Placeholder for Distributed Systems papers

Here’s a place to put links to relevant papers and other references about how to
build distributed systems that actually work. My initial thought is that since debugging
of distributed systems is difficult, we should consider approaches involving formal
specification and verification of the protocols and the design (perhaps with a closely-related model being used for performance modelling, simulation, and performance projections
for different hardware configurations to optimize price-performance). So I’m starting out
trying to read about formal verification of distributed systems.

An Empirical Study on the Correctness of Formally Verified Distributed Systems

They look at some formally verified distributed systems, and find that the protocols
are indeed bug-free (in contrast to non-formally-verified systems) - but that there are
still bugs arising from interfaces between the verified code and other parts (e.g. the OS),
viz “assumptions about the unverified code, unverified libraries, resources implicitly
used by verified code, verification infrastructure, and specification”.

Verdi: A Framework for Implementing and Formally Verifying Distributed Systems

Automating Formal Proofs for Reactive Systems

Todd Montgomery on Protocol Design, Security, Formal Verification Tools

SPIN model checker

NuSMV symbolic model checker

http://nusmv.fbk.eu/

Revisiting Actor Programming in C++ (CAF = C++ Actor Framework)

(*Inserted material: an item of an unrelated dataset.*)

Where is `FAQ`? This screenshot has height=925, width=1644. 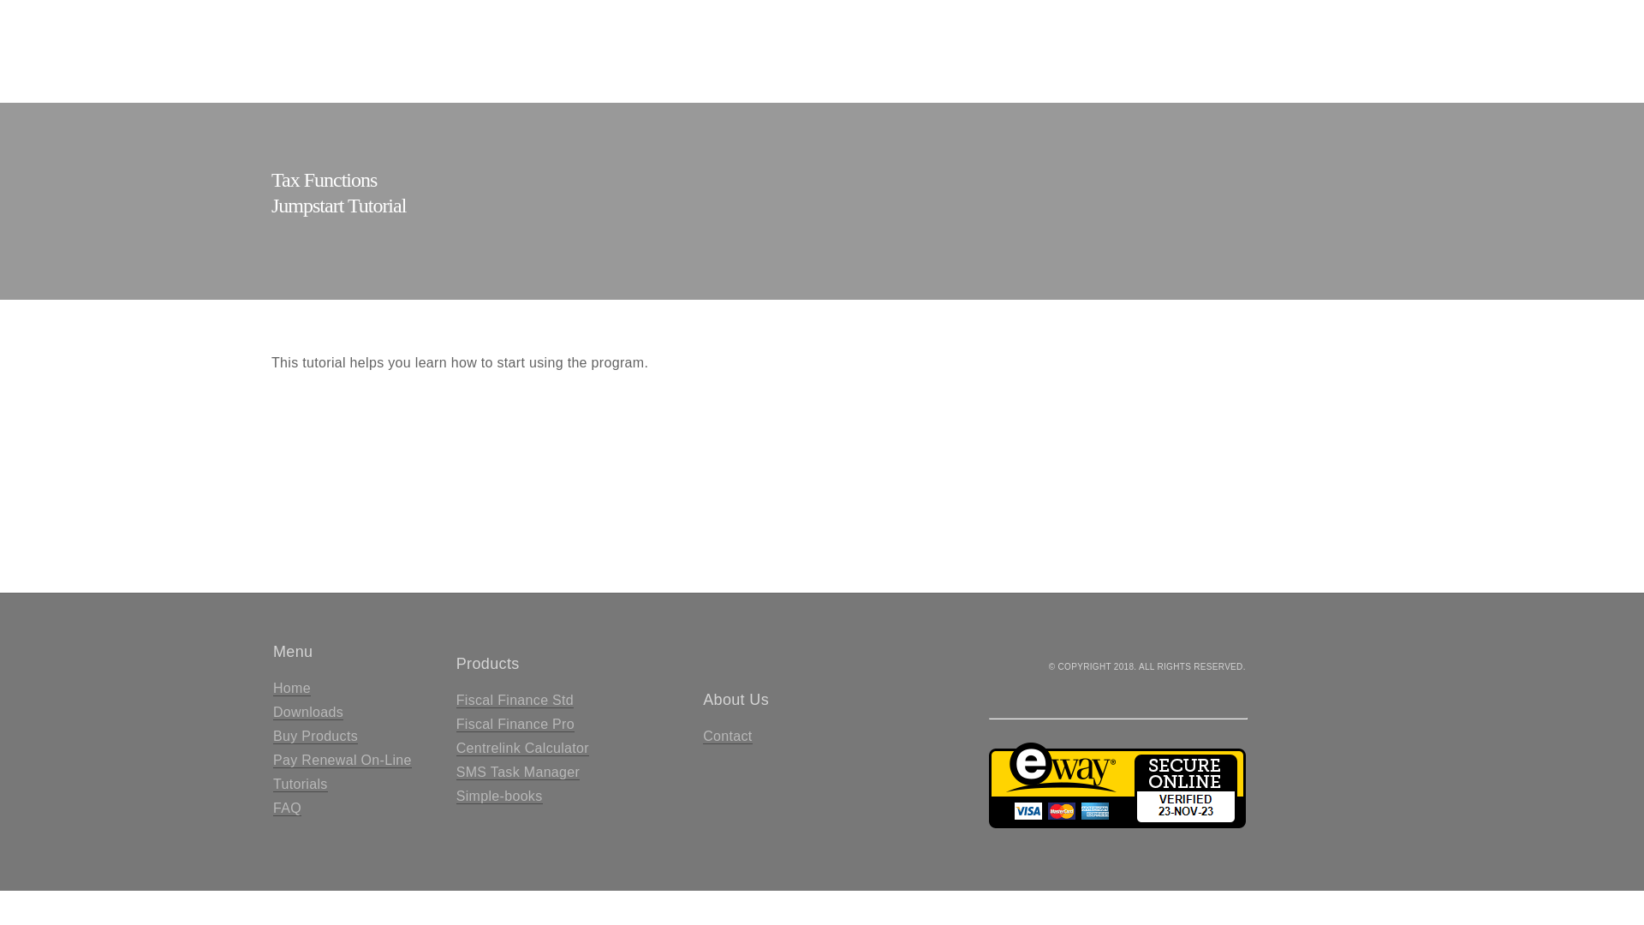
FAQ is located at coordinates (288, 808).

Slides about typical datacenter network architecture (inter-rack bandwidth is often
4x lower than aggregate bandwidth of servers within a rack, and there may be
higher-level bottlenecks as well).

http://www.ieee802.org/3/ad_hoc/bwa/public/may11/kipp_01_0511.pdf

"Amazon Web Services has used TLA+ since 2011. TLA+ model checking uncovered bugs in DynamoDB, S3, EBS, and an internal distributed lock manager; some bugs required state traces of 35 steps. Model checking was also used to verify aggressive optimizations. In addition, TLA+ specifications were found to hold value as documentation and design aids.[4][23]

Microsoft Azure used TLA+ to design Cosmos DB, a globally-distributed database with five different consistency models."

http://www.avispa-project.org/

AVISPA stands for Automated Validation of Internet Security Protocols and Applications.
The AVISPA project aims at developing a push-button, industrial-strength technology for the analysis of large-scale Internet security-sensitive protocols and applications.